Finally! Linfen gets a Party secretary

After more than 200 days, the vacancy for the most unwanted job in the Chinese Communist Party – Secretary of the Linfen Municipal Party - has been filled. The lucky candidate is Xie Hai, the former Party boss of another Shanxi coal mining town, Yangquan.

Xinhua reported that Xie, 56, has vast experience in the coal mining industry, working in exploration, production and marketing before being appointed Yangquan Party secretary in 2006.

One of Xie’s greatest achievements at Yangquan, Xinhua said, was improving the air quality of the city, increasing the number of “Grade Two” days each year from just seven to 345. This miraculous result probably helped seal the Linfen job for Xie. Linfen is widely acknowledged as the most polluted city in China.

But of course it is not just the pollution that makes the Linfen job so unattractive, the main factor has been the municipality’s appalling mine accident rate. The last Linfen Party secretary, Xia Zhengui was dismissed in September 2008 after the Tashan iron ore mine disaster in Xiangfen county in which 276 people died. And given that, since 2005, the central government has held senior local government and Party officials liable for any mine accident on their patch, it is little wonder no one was queuing up for the job.

Of the 192 major coalmine disasters officially recorded in China between 2003 and 2008, 45 occurred in Shanxi, and nine of those were in Linfen municipality. And this is only major accidents involving more than ten deaths; the vast majority of accidents (often unreported) involve less than ten deaths.

The terrible accident and death rates in Shanxi and Linfen specifically has led to four provincial governors and four mayors being replaced between 2005 and 2008. One mayor was dismissed after 105 miners died in an explosion at a mine in Hongdong county on 5 December 2007. And after the Tashan disaster last September, the Shanxi governor “resigned,” and the Party secretaries of Linfen and Xiangfen were dismissed.

The government has closed down thousands of small and unlicensed mines over the last two years but all this has done is put pressure on the larger mines to produce more coal, and consequently increase the risk of accidents. Linfen, at the very heart of coal country, is a volcano waiting to explode, and Xie Hai is now sitting right on top of it.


AIM OF THE EXERCISE: Go through the listing below. Copy each line that has the string "screenshot".

DATA TO EXAMINE:

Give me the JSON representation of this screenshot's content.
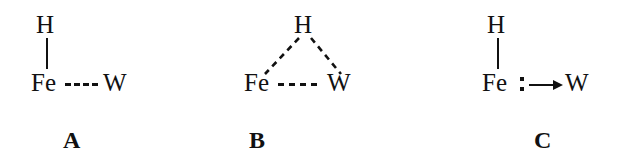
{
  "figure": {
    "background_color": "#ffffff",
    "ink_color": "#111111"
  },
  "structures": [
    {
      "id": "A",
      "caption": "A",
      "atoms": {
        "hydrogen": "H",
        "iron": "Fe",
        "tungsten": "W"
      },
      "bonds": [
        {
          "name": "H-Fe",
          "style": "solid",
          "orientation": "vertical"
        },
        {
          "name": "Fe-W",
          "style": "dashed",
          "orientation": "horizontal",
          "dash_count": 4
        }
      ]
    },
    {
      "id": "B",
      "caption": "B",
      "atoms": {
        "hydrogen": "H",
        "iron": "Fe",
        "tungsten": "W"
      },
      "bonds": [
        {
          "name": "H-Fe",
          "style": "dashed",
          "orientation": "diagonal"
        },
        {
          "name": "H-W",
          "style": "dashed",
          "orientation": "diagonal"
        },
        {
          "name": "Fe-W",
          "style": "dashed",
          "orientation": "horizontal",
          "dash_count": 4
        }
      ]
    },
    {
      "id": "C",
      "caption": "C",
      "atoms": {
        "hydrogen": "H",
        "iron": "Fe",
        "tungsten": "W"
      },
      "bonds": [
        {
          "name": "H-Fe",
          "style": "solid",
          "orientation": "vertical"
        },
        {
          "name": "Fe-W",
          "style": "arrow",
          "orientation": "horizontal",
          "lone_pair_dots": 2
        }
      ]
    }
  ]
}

---

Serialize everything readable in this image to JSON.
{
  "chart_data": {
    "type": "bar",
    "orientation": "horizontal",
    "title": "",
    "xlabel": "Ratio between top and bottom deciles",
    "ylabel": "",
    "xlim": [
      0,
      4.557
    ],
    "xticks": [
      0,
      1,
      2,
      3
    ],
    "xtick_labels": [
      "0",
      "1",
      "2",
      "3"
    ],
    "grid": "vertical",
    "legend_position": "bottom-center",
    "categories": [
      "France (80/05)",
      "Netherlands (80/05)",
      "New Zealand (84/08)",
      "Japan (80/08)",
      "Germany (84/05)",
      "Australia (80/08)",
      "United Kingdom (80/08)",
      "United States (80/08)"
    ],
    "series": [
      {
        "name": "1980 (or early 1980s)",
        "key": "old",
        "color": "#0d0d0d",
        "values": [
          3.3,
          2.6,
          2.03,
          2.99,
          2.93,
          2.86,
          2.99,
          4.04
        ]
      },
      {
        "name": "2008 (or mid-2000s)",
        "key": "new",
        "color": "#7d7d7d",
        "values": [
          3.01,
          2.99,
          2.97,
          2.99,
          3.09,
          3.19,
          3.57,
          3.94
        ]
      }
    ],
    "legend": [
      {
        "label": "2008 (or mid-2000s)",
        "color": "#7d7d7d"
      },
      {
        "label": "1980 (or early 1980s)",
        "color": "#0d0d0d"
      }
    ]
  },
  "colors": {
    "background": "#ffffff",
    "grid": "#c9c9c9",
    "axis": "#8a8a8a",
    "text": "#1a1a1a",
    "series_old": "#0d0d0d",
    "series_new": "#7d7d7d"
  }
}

---

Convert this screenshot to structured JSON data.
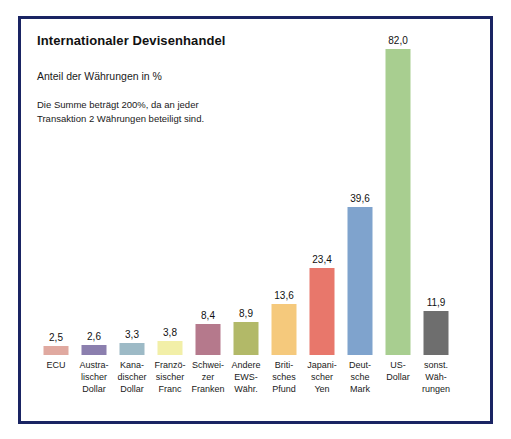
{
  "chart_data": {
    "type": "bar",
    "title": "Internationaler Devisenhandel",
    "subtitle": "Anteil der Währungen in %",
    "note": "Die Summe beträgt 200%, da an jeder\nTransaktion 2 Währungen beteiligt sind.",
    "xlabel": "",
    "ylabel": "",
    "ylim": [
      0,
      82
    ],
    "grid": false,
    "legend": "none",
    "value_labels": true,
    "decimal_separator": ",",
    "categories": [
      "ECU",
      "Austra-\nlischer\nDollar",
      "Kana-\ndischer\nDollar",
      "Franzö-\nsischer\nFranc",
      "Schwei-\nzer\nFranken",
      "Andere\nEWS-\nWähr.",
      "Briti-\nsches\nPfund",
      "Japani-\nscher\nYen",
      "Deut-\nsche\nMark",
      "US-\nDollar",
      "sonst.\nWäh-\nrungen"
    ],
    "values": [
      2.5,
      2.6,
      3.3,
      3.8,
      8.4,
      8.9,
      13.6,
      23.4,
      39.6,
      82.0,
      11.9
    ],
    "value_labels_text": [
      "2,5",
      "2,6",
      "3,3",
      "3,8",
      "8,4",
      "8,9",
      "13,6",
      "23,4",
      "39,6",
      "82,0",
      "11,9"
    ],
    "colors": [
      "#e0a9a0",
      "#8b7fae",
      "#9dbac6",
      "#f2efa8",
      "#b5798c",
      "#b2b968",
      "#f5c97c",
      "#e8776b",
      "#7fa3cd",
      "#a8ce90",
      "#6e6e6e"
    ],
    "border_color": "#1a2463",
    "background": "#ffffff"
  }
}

TASK RESPONSE:
Give me the JSON representation of this screenshot's content.
Convert this screenshot to structured JSON data.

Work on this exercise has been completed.